You can just learn to do new things. By all accounts the Wayland protocol is simpler than X11, and you've already done the majority of the work. It's just a matter of adding a new backend. People do that all the time when they port a program to the web, a game to a new platform, or when they add a new architecture to a compiler.
21 comments
[ 4.4 ms ] story [ 47.5 ms ] threadWhen Wayland replacing X, lots of cool window managers and mini applications will be gone.
See: https://gist.github.com/ThomasAdam/5377540b3025f7f04735d96ee...
I think the closest thing that could get most of the way there is https://github.com/domferr/tilingshell/
I really hope it makes the jump to Wayland. I've used XMonad for more than a decade and it's still my favorite WM.
XMonad really let me forget about managing windows---I never have to resize a window or remember where I put a window. XMonad handles the arranging and resizing and floating for me. There's a nice layout for small screens that will zoom your active window[0]. You can cobble your desktop together into whatever makes you happiest: Active corners. ScratchPads. So much in XMonad Contrib[1].
Since I'm not the right person to help with porting to Wayland, I'm giving money via the GitHub sponsorship page[2].

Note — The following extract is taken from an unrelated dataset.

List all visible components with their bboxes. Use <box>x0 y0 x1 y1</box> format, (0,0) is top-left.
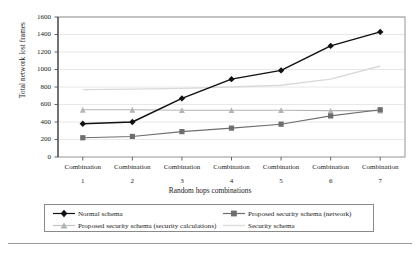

I check in on discourse from time to time: progress looks slow. The person/people they need are hard to come by.
[0]: <https://xmonad.github.io/xmonad-docs/xmonad-contrib/XMonad-L...>
[1]: <https://hackage.haskell.org/package/xmonad-contrib>
[2]: <https://github.com/sponsors/xmonad>
(Incidentally, I love the way that my Xmonad setup works, even though I don't know Haskell. I tried using an i3wm setup at work for maybe a year, but every evening coming back to Xmonad on my personal laptop felt like a boost of agility. I guess, if I were wealthy and wanted to move to Wayland, I would seriously consider either doing the work myself or paying someone to.)
Wouldn't be lightweight or ..say.. easily GPU accelerated, but should work with some plumbing effort.
That doesn't mean anything. xmonad is not broken afaik, still in use everywhere and wayland, which is just a protocol, has no power over it.
For those unaware, though I doubt you're reading this thread if so, I want n desktops that are shared between all screens, not desktops _assigned_ to particular screens. If I summon a desktop on screen 1 and it's currently displayed on screen 2, they should swap.
Ideally also does layouts kind of like xmonad too, not "here's a tiling tree structure and a bunch of commands to manually manage it".
At least i3's (and I imagine sway's) config is sufficiently flexible for that. Here's a shell function that brings the workspace you specify to your current output:
You can turn that into an executable and have it be called through a keybinding.https://docs.qtile.org/en/stable/manual/ref/layouts.html#mon...
I haven't managed to get it quite right though. For example Sway doesn't seem to be willing to move a workspace to a different monitor if it is empty.
This is due to a limitation of X11 where a window can't be in two places at once. In theory, Wayland compositors can duplicate the desktop (at the cost of, like, not letting applications know their own window coordinates which seems pretty bad).
This is such a crazy mentality to me, coming from game development, where you can just go to a random 22yo kid's desk, ask them "do you want to port this game to the Nintendo Switch?" and they'll go "hell yeah" and do it in a few months, despite never having programmed for the device before.
You can just learn to do new things. By all accounts the Wayland protocol is simpler than X11, and you've already done the majority of the work. It's just a matter of adding a new backend. People do that all the time when they port a program to the web, a game to a new platform, or when they add a new architecture to a compiler.